Notions of what constitutes a “kitchen” vary widely, especially when you’re in college. I never gave it much thought until I visited the Museum of Modern Art’s Counter Space: Design and the Modern Kitchen exhibit this weekend. As I saw how people’s views of the kitchen — as the heart of the home, a prison of domesticity and a status symbol, to name a few — changed across eras (and geographic locations), my thoughts soon turned to how these rooms change just during our lifetimes.
During the years I worked as an editor at my campus newspaper, my kitchen consisted of a microwave, a dented refrigerator that was often overflowing with mysterious, mold-tinged Tupperware, and a metal cupboard that housed my essentials: pretzels, peanut butter and canned soup. It was a place of utility, where I fueled myself before chasing down stories and designing the next day’s newspages, much like the European kitchens of the 1930s, which prided themselves on being spare, efficient, meal-preparing machines.
That collegiate pseudo-kitchen was nothing like the one in my parents’ house — a place filled with laughter, where my friends hung out as we waited for cookies to bake, and where my family would gather to discuss how their day went. That kitchen was the hub of activity in my home, forming many of my fondest, flour-dusted memories.
Even now that I’ve graduated, Manhattan life hardly allows for a spacious place to rest my spoonula. Though I don’t have a gleaming, marble-topped island or even enough room for two people to cook together, I adore that space, because it’s where I make sense of the world. As I cream butter to make a fudgy batch of brownies or roll pizza dough using a water bottle, my mind sorts through whatever’s bothering me, formulating theories, making plans and setting goals while my hands are kept busy. That’s my kitchen today: part think tank, part laboratory — completely cathartic. What’s yours like?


Wherever "moving" turns up in the entries, copy out the line that holds it.

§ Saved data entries

• • •

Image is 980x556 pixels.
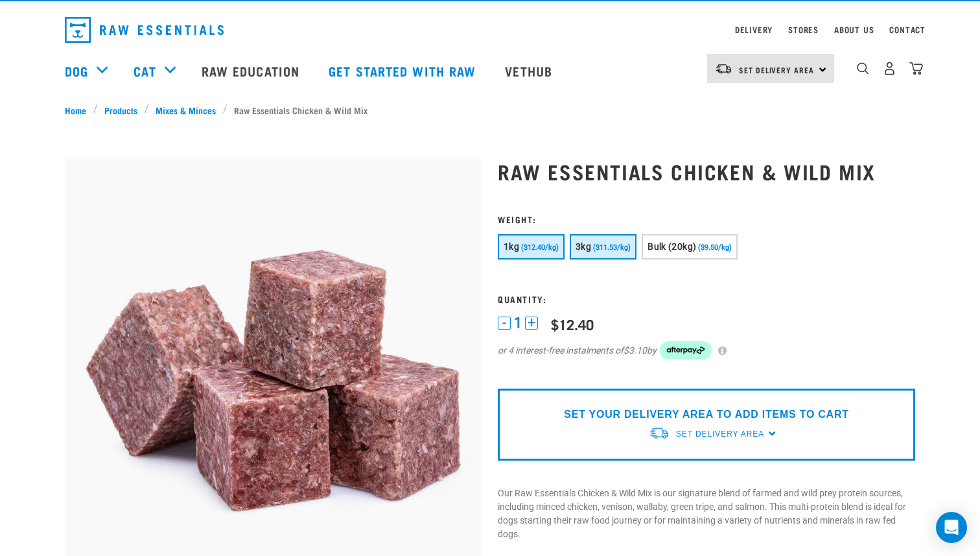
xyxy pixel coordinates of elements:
[649,426,669,440] img: van-moving.png
[525,316,538,330] button: +
[698,243,732,252] span: ($9.50/kg)
[514,316,522,330] span: 1
[889,27,926,32] a: Contact
[883,62,897,75] img: user.png
[676,429,764,438] span: Set Delivery Area
[498,234,564,259] button: 1kg ($12.40/kg)
[735,27,773,32] a: Delivery
[492,45,569,97] a: Vethub
[133,61,156,81] a: Cat
[65,61,88,81] a: Dog
[788,27,819,32] a: Stores
[498,214,915,223] h3: Weight:
[648,241,696,252] span: Bulk (20kg)
[936,512,967,543] div: Open Intercom Messenger
[504,241,519,252] span: 1kg
[857,62,869,74] img: home-icon-1@2x.png
[715,63,732,74] img: van-moving.png
[834,27,874,32] a: About Us
[149,103,223,116] a: Mixes & Minces
[65,17,223,43] img: Raw Essentials Logo
[189,45,315,97] a: Raw Education
[623,344,647,358] span: $3.10
[551,316,594,332] div: $12.40
[65,103,915,116] nav: breadcrumbs
[498,341,915,360] div: or 4 interest-free instalments of by
[593,243,631,252] span: ($11.53/kg)
[498,160,915,183] h1: Raw Essentials Chicken & Wild Mix
[576,241,591,252] span: 3kg
[315,45,492,97] a: Get started with Raw
[498,486,915,541] p: Our Raw Essentials Chicken & Wild Mix is our signature blend of farmed and wild prey protein sour...
[642,234,738,259] button: Bulk (20kg) ($9.50/kg)
[564,407,849,423] p: SET YOUR DELIVERY AREA TO ADD ITEMS TO CART
[660,341,712,360] img: Afterpay
[570,234,637,259] button: 3kg ($11.53/kg)
[65,103,93,116] a: Home
[739,68,814,72] span: Set Delivery Area
[498,316,511,330] button: -
[54,12,926,48] nav: dropdown navigation
[910,62,923,75] img: home-icon@2x.png
[498,294,915,303] h3: Quantity:
[521,243,559,252] span: ($12.40/kg)
[98,103,145,116] a: Products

• • •

§ Answer for this exercise
[649,426,669,440] img: van-moving.png
[715,63,732,74] img: van-moving.png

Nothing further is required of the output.